Memory has a way of distorting clarity, softening what was once sharp. Polka dots, stripes—those sartorial codes of country club lawns and pressed collars—are now faded, like the ink of a postcard long forgotten in a drawer. In the 1980s, these patterns were semiotic markers, a visual shorthand for privilege and polish, where the irony lay in the fact that the punchline was capitalism itself, cloaked in the armor of a power suit. Collection 2 pulls these motifs from their historical moorings, reconfiguring them in the Meridian Suit—a reflection of the quiet disintegration of context. Here, power doesn’t rest in padded shoulders, but in the subtlety of defamiliarization.

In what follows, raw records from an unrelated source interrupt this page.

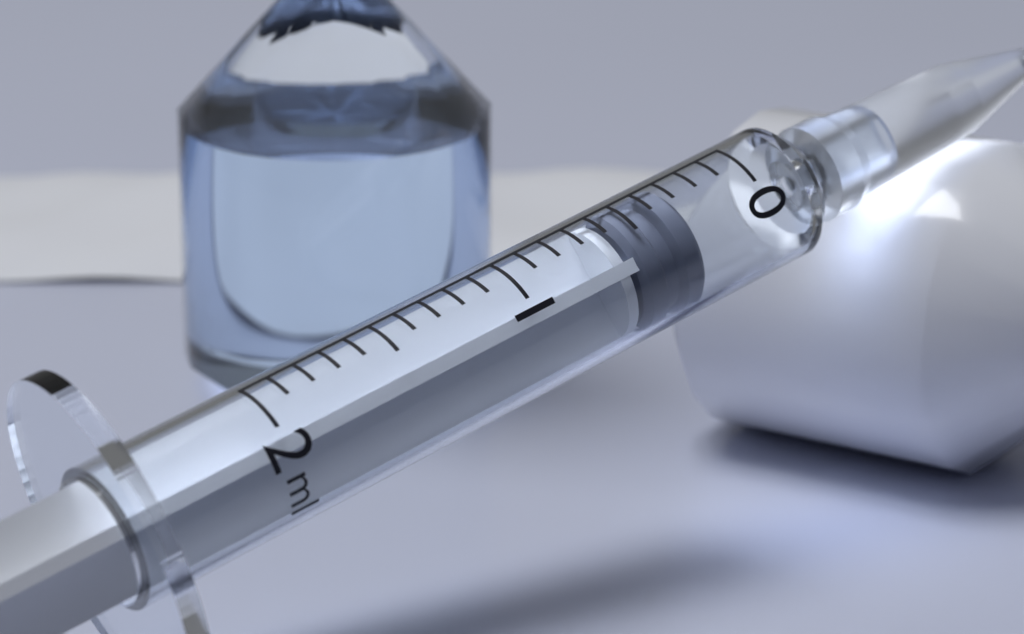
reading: 0.3 ml
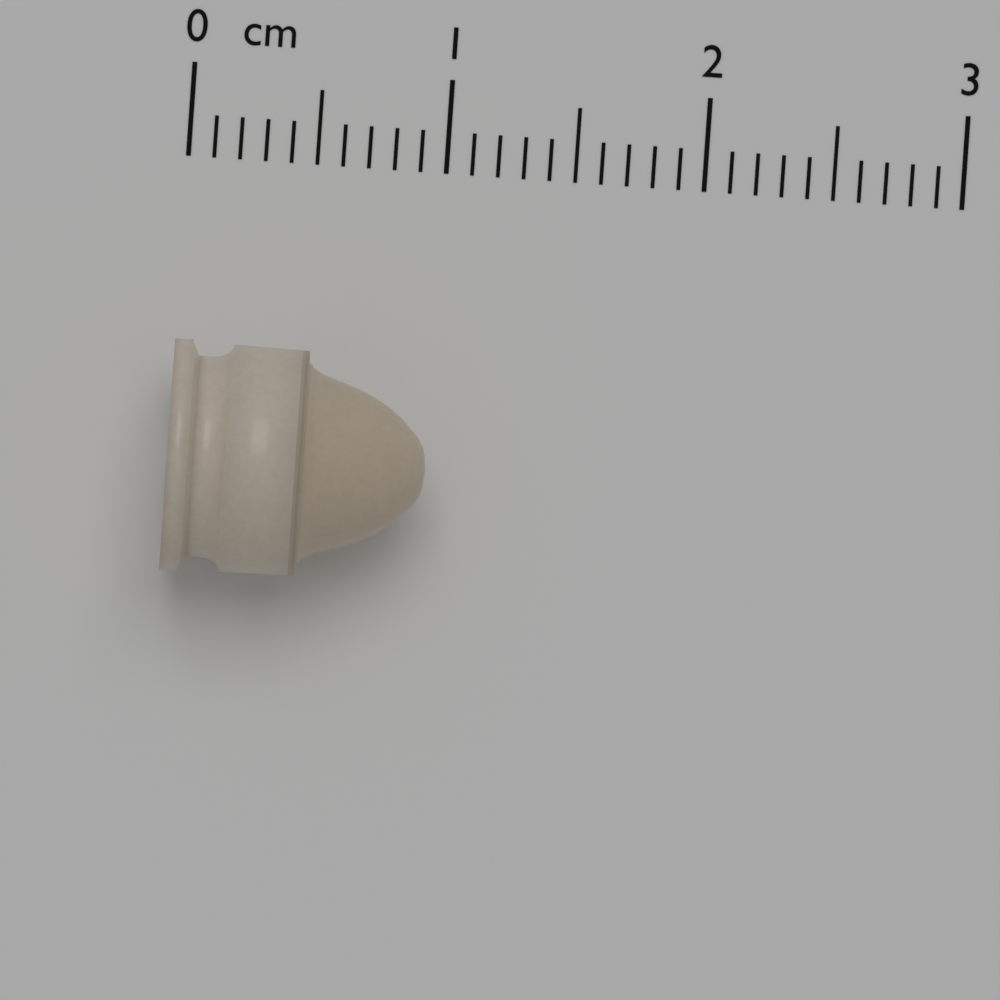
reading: 1.0 cm
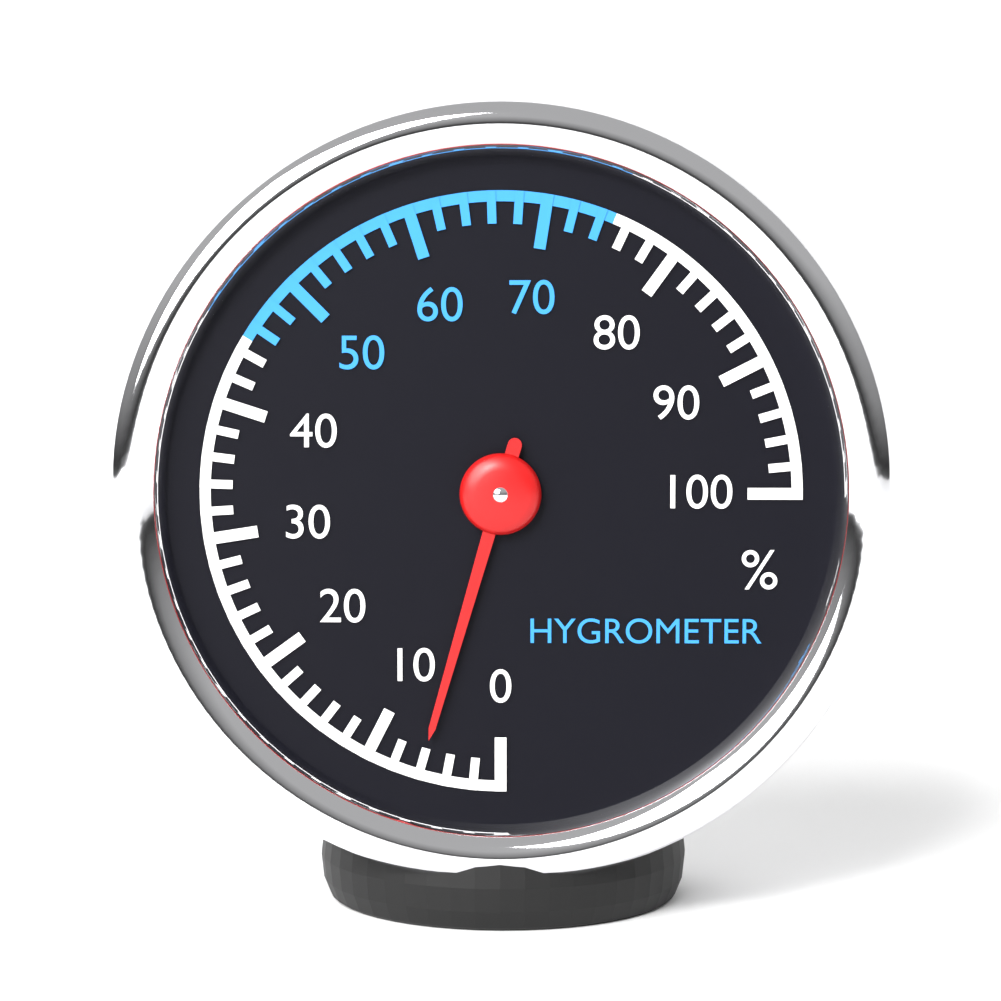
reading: 6 %
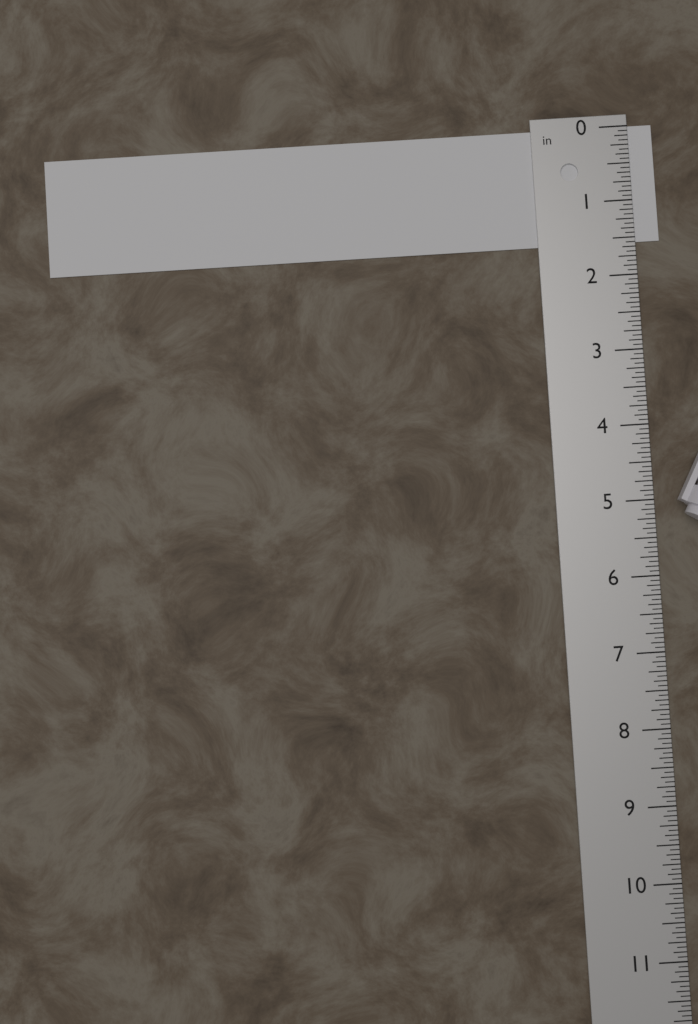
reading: 1.5625 in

Perhaps it was our rediscovery of Bonfire of the Vanities, a novel that felt both satirical and prescient. Or perhaps it’s the present—laden with existential fatigue, where the threat of a viral miasma feels too heavy to bear. It's partly nostalgia and partly a buffer, a way to soften the harsh contours of the now. In this, a polka dot becomes more than a pattern; it is a talisman of lightness, a response to the burdens of our time, much as it was in the 80s, a decade underpinned by irreverence. Today, amid the unrelenting Sturm und Drang, we choose frivolity—not as an escape, but as a quiet refusal to meet gravity with gravity. We wear the lightness of the past as a gentle protest.
We made a mixtape, too—yacht rock, natch—because sometimes levity is the most serious response of all.